Changes are being proposed to Wellington's Spatial Plan: the high-level zoning document which caused a stir when it came out last year.
With the city's population forecast to grow by tens of thousands, the draft version, released last year, promotes high-density living spread across the city.
But it provoked debate over its policy reducing the protections afforded to "character areas".
These areas are streetscapes notable for their heritage value, history or topography: think a row of pale, colonial cottages embedded into one of Wellington's steep hills, for example.
Some argued the protected areas should make way for denser housing, but others countered the areas contributed to the identity of the city.
The consultation over the draft plan showed the city's residents were divided over the plans.
Nearly 60 percent agreed with plans to intensify the CBD but when it came to the intensification of inner and outer suburbs just 45 and 44 percent were in favour respectively.
The revised version is expected to be made public within the next few days.
"There's been a lot of further analysis, and while the overall shape is broadly similar, there are certainly some reasonably substantial changes that have been made within that overall shape," Wellington Mayor Andy Foster said, while declining to give specific details about what those changes were.
Where to build the houses
The Spatial Plan will be one of the biggest influences on the look, feel, and shape of Wellington over the coming decades.
It is the zoning document showing developers what can be built and where.
One of the lobby groups which was set up following the draft plan's release, A City for People, spokesperson Marco Garlick's main grievance was with the plan's policy on "character areas".
"We thought the draft Spatial Plan as released was a good plan but it could be more ambitious."
These areas are afforded special protections which make demolition difficult, and any subsequent development subject to controls.
Garlick said unlocking these areas would be crucial to solving Wellington's housing crisis.
"There's really a lot of houses we need to enable here, and the best land for development is around those inner suburbs.
"There's a lot of great schools, there's a lot of great green space, transport, a lot of it has got good buses and it's in walking distance of the city, and we think that's one of the best places to enable lots and lots of people to live."
The Spatial Plan does propose reducing these areas but, Garlick said, not by enough.
Rival campaign group Keep Wellington's Character founder Felicity Wong took the opposing view.
"I think [the Spatial Plan] was completely unacceptable in terms of heritage and character.
"It's a townscape. It's the environment in which we live, with the new and the old interwoven.
"People felt really threatened - they felt this carpet-bombing approach of the draft Spatial Plan was just ludicrous, resulting not from what people wanted who live in the city, but resulting from a central government directive that you must have six-storey buildings in these old areas."
Both sides agreed housing was urgently needed but wanted it in different places.
No relenting in the discussion for now
The debate will ultimately come to a head in the next week or so.
Foster said it would be up to the council to strike the right balance.
"We have had a bit of a split between the people who are just saying, 'just develop as much as you can, or provide for the development of as much as you possibly can', and other people are saying, 'we actually value the character of these particular areas and we want to protect that character.'
"I think it's important we actually try and see if we can find a way between those two competing sets of values, really."
He said his view was that densification should happen around transport hubs.
Councillor Rebecca Matthews said they needed to unshackle other suburbs as well.
"If we try and protect too many old houses we're really limiting the growth and that's what Auckland has seen.
"I do think we need to be thinking more ambitiously. And also to remember: this is just zoning, it's potential for housing."
Matthews also wanted there to be a re-assessment of the catchment areas around these transport hubs.
For some suburbs, the limit of dense developments was a five-minute walk away from the train station, but she would like to see that increased to a 10-minute walk.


(Work instructions) Hunt through the entries for the word "tick" and copy each line in which it appears.

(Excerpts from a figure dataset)
%%

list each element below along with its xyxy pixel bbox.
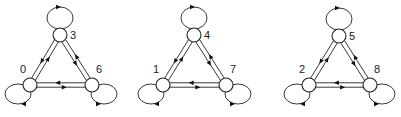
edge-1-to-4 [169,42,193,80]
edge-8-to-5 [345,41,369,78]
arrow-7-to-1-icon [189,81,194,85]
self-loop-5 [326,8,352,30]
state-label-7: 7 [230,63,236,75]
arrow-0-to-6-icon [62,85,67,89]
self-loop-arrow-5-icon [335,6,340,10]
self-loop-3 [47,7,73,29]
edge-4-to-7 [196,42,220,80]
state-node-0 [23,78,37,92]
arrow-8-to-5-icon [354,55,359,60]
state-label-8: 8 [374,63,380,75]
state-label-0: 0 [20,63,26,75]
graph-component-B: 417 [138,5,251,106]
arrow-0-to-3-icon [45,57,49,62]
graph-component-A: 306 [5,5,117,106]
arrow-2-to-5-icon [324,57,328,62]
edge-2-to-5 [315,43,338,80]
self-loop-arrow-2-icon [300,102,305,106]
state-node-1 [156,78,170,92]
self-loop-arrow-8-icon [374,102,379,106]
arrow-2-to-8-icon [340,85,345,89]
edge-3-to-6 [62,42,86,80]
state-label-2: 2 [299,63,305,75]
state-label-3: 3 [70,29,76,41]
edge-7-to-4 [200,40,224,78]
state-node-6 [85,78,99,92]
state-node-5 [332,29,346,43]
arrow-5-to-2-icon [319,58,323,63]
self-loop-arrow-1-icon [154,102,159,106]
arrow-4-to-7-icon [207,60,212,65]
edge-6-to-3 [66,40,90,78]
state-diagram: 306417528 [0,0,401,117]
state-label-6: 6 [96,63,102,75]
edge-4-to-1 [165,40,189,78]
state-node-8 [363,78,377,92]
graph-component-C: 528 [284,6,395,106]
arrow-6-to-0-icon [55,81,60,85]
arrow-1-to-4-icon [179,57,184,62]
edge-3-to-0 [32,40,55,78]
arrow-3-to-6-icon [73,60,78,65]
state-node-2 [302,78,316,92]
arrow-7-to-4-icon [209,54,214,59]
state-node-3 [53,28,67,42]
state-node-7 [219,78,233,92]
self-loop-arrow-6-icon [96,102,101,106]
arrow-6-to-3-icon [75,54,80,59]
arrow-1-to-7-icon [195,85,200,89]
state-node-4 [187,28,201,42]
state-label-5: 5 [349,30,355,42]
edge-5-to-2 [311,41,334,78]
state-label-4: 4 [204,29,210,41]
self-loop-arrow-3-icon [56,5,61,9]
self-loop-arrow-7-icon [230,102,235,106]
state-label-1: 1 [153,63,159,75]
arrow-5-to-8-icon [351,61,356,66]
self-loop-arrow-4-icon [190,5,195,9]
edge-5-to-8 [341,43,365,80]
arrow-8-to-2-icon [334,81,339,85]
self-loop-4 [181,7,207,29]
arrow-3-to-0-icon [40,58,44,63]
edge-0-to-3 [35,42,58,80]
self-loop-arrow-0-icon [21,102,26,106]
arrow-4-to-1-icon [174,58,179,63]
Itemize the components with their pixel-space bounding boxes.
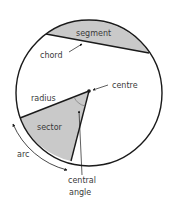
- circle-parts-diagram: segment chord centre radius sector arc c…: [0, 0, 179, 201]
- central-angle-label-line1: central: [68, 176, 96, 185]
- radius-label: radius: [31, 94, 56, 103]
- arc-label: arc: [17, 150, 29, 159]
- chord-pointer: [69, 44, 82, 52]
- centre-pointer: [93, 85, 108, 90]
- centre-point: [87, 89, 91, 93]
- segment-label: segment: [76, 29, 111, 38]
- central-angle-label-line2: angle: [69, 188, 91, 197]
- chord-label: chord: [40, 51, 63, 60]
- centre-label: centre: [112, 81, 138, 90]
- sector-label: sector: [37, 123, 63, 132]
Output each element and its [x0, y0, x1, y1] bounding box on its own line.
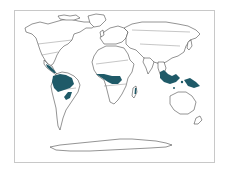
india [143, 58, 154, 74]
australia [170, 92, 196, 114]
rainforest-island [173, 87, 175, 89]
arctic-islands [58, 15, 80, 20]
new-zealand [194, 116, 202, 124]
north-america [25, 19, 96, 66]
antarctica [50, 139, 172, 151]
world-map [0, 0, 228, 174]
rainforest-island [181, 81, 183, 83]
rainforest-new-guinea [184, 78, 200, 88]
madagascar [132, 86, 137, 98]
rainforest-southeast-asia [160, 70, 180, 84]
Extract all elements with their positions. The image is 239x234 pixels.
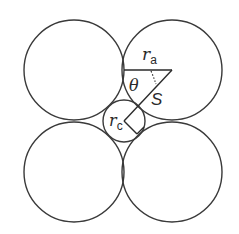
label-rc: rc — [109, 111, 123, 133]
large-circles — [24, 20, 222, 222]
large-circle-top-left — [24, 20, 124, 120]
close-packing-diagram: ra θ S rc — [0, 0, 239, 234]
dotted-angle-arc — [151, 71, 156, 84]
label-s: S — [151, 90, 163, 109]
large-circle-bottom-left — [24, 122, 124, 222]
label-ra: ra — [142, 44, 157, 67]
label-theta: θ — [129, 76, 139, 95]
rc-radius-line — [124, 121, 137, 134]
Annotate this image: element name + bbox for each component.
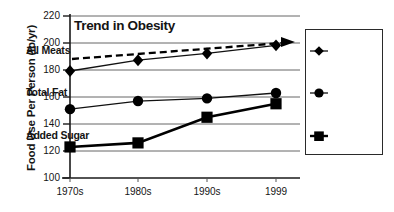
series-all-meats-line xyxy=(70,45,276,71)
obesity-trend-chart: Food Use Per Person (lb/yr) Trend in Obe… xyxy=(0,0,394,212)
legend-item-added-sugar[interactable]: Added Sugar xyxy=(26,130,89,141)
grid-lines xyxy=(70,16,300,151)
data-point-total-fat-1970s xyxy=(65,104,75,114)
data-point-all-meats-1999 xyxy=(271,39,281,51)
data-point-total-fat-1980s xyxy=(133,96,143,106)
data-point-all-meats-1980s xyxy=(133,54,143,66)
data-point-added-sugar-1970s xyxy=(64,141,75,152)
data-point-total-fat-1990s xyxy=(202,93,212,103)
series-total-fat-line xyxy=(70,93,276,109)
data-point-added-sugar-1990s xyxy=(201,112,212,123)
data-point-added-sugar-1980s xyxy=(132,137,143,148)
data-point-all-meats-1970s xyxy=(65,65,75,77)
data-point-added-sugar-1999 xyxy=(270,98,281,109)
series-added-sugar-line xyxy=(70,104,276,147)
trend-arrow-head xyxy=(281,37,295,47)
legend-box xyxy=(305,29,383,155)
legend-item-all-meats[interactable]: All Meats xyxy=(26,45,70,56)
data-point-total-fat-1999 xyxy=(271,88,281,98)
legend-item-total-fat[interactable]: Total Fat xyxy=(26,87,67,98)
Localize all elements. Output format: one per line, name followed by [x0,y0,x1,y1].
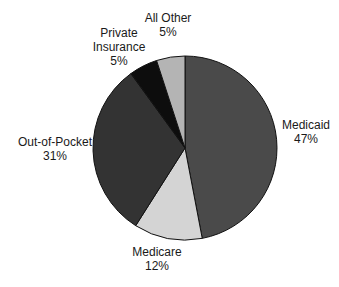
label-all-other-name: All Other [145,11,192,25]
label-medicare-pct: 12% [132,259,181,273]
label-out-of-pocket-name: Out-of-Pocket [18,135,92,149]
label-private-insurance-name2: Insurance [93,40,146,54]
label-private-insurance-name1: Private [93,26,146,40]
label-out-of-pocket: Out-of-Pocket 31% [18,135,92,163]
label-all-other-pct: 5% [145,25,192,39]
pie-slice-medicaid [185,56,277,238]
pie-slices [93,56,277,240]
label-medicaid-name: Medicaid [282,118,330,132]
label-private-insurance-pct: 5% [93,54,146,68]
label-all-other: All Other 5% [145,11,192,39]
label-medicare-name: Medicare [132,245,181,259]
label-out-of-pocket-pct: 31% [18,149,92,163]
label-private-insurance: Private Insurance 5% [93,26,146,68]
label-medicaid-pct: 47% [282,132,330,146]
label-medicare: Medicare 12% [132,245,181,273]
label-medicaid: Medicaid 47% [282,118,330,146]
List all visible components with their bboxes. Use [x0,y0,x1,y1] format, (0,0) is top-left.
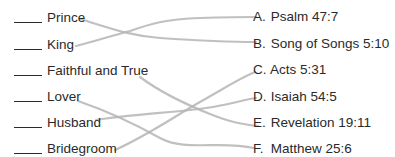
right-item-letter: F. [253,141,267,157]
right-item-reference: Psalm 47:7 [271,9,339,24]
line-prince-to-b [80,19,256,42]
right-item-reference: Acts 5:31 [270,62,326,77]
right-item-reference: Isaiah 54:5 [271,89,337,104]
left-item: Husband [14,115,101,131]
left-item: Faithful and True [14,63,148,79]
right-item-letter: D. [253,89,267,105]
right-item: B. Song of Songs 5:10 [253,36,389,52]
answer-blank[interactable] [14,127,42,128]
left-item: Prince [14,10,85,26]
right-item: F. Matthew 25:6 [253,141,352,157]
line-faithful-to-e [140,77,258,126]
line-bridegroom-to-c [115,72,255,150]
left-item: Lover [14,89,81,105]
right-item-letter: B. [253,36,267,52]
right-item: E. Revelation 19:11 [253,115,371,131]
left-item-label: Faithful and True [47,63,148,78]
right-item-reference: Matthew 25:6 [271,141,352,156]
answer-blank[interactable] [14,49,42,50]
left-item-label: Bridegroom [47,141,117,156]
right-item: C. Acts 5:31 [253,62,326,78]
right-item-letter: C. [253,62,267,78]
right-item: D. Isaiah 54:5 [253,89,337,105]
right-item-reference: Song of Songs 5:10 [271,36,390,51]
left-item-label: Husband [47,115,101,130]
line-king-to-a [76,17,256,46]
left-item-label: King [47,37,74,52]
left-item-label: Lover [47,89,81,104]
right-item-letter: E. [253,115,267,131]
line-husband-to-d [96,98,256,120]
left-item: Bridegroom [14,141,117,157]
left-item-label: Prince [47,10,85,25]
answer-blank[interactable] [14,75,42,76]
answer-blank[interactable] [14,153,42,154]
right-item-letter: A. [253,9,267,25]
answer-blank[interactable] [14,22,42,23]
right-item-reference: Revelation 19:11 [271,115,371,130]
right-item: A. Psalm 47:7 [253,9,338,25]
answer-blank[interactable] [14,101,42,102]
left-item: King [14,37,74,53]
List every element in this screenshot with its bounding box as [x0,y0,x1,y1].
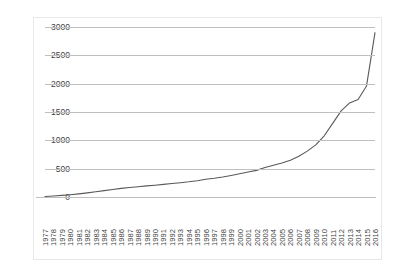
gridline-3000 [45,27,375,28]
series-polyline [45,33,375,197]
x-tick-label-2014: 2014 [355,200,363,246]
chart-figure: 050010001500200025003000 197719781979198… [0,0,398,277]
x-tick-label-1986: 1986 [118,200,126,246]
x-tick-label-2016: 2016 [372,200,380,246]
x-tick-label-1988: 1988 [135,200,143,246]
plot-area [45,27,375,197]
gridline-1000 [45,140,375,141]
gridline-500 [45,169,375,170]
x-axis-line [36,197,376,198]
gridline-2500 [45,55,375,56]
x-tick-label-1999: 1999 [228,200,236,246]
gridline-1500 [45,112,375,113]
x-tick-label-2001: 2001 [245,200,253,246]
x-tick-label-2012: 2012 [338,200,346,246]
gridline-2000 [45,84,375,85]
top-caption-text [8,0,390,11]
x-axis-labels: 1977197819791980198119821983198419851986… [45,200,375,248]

%%

(Solution to the problem)
x-tick-label-2014: 2014 [355,200,363,246]
x-tick-label-1986: 1986 [118,200,126,246]
x-tick-label-2016: 2016 [372,200,380,246]
x-tick-label-1988: 1988 [135,200,143,246]
x-tick-label-1999: 1999 [228,200,236,246]
x-tick-label-2001: 2001 [245,200,253,246]
x-tick-label-2012: 2012 [338,200,346,246]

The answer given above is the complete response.